Tag Archives: Regulation

Mathematical Malpractice Watch: Et Tu, Reason?

Oh, no, not you, Best Magazine on the Planet:

The growth of federal regulations over the past six decades has cut U.S. economic growth by an average of 2 percentage points per year, according to a new study in the Journal of Economic Growth. As a result, the average American household receives about $277,000 less annually than it would have gotten in the absence of six decades of accumulated regulations—a median household income of $330,000 instead of the $53,000 we get now.

You know, I hate it when people play games with numbers and I won’t put up with it from my side. I agree with Reason’s general point that we are over-regulated and badly regulated and that it is hurting our economy. Even the most conservative estimates indicate that bad regulation is sucking hundreds of billions out of the economy — and that’s accounting for the positive effects of regulation.

But the claim that we would be four times richer if it weren’t for regulation is garbage. As Bailey notes in the article, the growth in the US economy over the last half century has been about 3.2 percent. Without regulation, according to this study, it would have been 5.2, which is far higher than the US has ever had over any extended period of time, even before the progressive era. And because that wild over-estimate is exponential, it results in an economy that would be four times what we have now; four times what any large country would have now. The hypothetical US would be as wealthy, relative the real US, as the real US is to Serbia. Does anyone really think that without regulation we would be producing four times as much goods and services?

Even if we assume that we could produce an ideally regulated society, regulation is not the only limit on the economy. Other factors — birth rate, immigration, war, business cycles, education, technological progress, social unrest and the economic success of other countries — play a factor. A perfectly regulated society would most likely move from a position where its growth was limited by regulation to a position where its growth was limited by other factors (assuming this is not already the case)

The paper is very long and complicated so I can’t dissect where their economic model goes wrong. But I will point out that no country in history, including the United States, has ever had half a century of 5% economic growth. Even countries with far less regulation and far more economic freedom than we have do not show the kind of explosive growth they project. In the absence of any real-life example showing that regulatory restraint can produce this kind of growth, we can’t accept numbers that are so ridiculous.

Other studies, as Reason notes, estimate the impact of regulation as being something like 10-20% of our economy. That would require that regulation knock down our economic growth by 0.3% per year, which seems much more reasonable.

(H/T: Maggie McNeill, although she might not like where I went with this one.)

Tuesday Linkorama

  • An interesting article on how child abuse panic is keeping men out of the childcare industry. My daughter had a male teacher at her school for a while. She really liked him and it was good to see her having a male role model in her life beyond me. But I also admired the man’s courage; I would not put myself in such a vulnerable position.
  • One of my favorite things to do as a grad student was to look up heavily referenced papers to see if they said what people said they said. At least a quarter of the time, they didn’t. Maggie McNeill just dug up a 30-year-old bit of Mathematical Malpractice that’s been cited incorrectly in support of innumerable bad laws.
  • A frustrating story about why we can’t watch WKRP in its original format. We really have to do something about fair use. The Republicans indicated that they might; then ran away from that position.
  • This video, of a hilarious bug in the FIFA 2012 video game, had me giggling.
  • I have to disagree with almost everything in this article claiming the alcohol industry is trying to make us drunks. It assumes alcoholism is entirely a function of government policy. And it mainly reads like a press release from the powerful forces trying to overturn the SCOTUS decision on out-of-state liquor importation, an issue of particular relevance to Pennsylvania.
  • Is airport security taking more lives than it is saving? Seems like.
  • I’ve been sitting on this story, about how doctor witheld information about a child’s medical future from the parents, for a while, trying to think of a way to approach it. Might still write a long form post. But I default to thinking people have a right to know. To presume to make that decision for them is arrogance. As our diagnostic tools get better, we need to give people the legal option: do you want know if we find anything bad? What happens if a cure is invented and this kid doesn’t know that he needs one?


Try it: Output the records again verbatim.

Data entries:

○ ○ ○ ○

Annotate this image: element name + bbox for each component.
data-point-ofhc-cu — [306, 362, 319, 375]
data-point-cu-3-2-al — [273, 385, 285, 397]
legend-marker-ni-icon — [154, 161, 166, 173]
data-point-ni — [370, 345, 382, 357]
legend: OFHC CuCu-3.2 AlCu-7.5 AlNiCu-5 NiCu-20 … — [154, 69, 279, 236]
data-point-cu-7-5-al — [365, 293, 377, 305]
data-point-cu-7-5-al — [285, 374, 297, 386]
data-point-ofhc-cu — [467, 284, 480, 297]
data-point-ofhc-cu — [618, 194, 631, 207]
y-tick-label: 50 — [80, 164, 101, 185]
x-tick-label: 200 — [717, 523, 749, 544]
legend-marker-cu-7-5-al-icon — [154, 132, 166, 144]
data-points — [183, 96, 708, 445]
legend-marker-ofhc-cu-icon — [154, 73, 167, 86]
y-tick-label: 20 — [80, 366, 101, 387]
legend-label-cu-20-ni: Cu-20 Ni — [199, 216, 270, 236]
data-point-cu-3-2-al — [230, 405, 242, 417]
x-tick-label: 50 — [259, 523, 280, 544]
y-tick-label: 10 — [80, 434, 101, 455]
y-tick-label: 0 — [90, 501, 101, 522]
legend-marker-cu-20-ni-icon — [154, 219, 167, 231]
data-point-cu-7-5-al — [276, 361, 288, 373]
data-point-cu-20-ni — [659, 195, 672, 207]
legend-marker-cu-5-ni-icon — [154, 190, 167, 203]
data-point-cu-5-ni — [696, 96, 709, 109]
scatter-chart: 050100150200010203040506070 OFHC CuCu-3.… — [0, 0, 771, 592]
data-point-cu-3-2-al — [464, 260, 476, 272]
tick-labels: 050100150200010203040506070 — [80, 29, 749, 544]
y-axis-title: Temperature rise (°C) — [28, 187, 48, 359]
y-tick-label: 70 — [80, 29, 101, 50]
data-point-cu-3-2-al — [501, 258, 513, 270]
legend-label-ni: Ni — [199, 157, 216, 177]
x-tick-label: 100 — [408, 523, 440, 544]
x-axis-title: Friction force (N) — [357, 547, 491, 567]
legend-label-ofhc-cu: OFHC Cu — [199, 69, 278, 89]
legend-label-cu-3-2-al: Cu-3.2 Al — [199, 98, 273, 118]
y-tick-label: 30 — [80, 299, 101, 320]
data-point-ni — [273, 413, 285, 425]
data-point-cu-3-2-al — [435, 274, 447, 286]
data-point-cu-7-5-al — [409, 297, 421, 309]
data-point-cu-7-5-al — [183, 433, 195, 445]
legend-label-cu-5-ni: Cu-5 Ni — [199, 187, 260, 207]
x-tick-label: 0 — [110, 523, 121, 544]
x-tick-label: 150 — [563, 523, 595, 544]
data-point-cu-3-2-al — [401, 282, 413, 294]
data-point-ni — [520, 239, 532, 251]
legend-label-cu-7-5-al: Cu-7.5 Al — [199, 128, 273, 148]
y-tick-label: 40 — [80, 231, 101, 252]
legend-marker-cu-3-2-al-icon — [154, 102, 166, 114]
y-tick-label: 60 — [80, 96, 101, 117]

○ ○ ○ ○

Answer to this exercise:
Annotate this image: element name + bbox for each component.
data-point-ofhc-cu — [306, 362, 319, 375]
data-point-cu-3-2-al — [273, 385, 285, 397]
legend-marker-ni-icon — [154, 161, 166, 173]
data-point-ni — [370, 345, 382, 357]
legend: OFHC CuCu-3.2 AlCu-7.5 AlNiCu-5 NiCu-20 … — [154, 69, 279, 236]
data-point-cu-7-5-al — [365, 293, 377, 305]
data-point-cu-7-5-al — [285, 374, 297, 386]
data-point-ofhc-cu — [467, 284, 480, 297]
data-point-ofhc-cu — [618, 194, 631, 207]
y-tick-label: 50 — [80, 164, 101, 185]
x-tick-label: 200 — [717, 523, 749, 544]
legend-marker-cu-7-5-al-icon — [154, 132, 166, 144]
data-points — [183, 96, 708, 445]
legend-marker-ofhc-cu-icon — [154, 73, 167, 86]
y-tick-label: 20 — [80, 366, 101, 387]
legend-label-cu-20-ni: Cu-20 Ni — [199, 216, 270, 236]
data-point-cu-3-2-al — [230, 405, 242, 417]
x-tick-label: 50 — [259, 523, 280, 544]
y-tick-label: 10 — [80, 434, 101, 455]
y-tick-label: 0 — [90, 501, 101, 522]
legend-marker-cu-20-ni-icon — [154, 219, 167, 231]
data-point-cu-7-5-al — [276, 361, 288, 373]
data-point-cu-20-ni — [659, 195, 672, 207]
legend-marker-cu-5-ni-icon — [154, 190, 167, 203]
data-point-cu-5-ni — [696, 96, 709, 109]
scatter-chart: 050100150200010203040506070 OFHC CuCu-3.… — [0, 0, 771, 592]
data-point-cu-3-2-al — [464, 260, 476, 272]
tick-labels: 050100150200010203040506070 — [80, 29, 749, 544]
y-axis-title: Temperature rise (°C) — [28, 187, 48, 359]
y-tick-label: 70 — [80, 29, 101, 50]
data-point-cu-3-2-al — [501, 258, 513, 270]
legend-label-ni: Ni — [199, 157, 216, 177]
x-tick-label: 100 — [408, 523, 440, 544]
x-axis-title: Friction force (N) — [357, 547, 491, 567]
legend-label-ofhc-cu: OFHC Cu — [199, 69, 278, 89]
legend-label-cu-3-2-al: Cu-3.2 Al — [199, 98, 273, 118]
y-tick-label: 30 — [80, 299, 101, 320]
data-point-ni — [273, 413, 285, 425]
data-point-cu-3-2-al — [435, 274, 447, 286]
data-point-cu-7-5-al — [409, 297, 421, 309]
data-point-cu-7-5-al — [183, 433, 195, 445]
legend-label-cu-5-ni: Cu-5 Ni — [199, 187, 260, 207]
x-tick-label: 0 — [110, 523, 121, 544]
x-tick-label: 150 — [563, 523, 595, 544]
data-point-cu-3-2-al — [401, 282, 413, 294]
data-point-ni — [520, 239, 532, 251]
legend-label-cu-7-5-al: Cu-7.5 Al — [199, 128, 273, 148]
y-tick-label: 40 — [80, 231, 101, 252]
legend-marker-cu-3-2-al-icon — [154, 102, 166, 114]
y-tick-label: 60 — [80, 96, 101, 117]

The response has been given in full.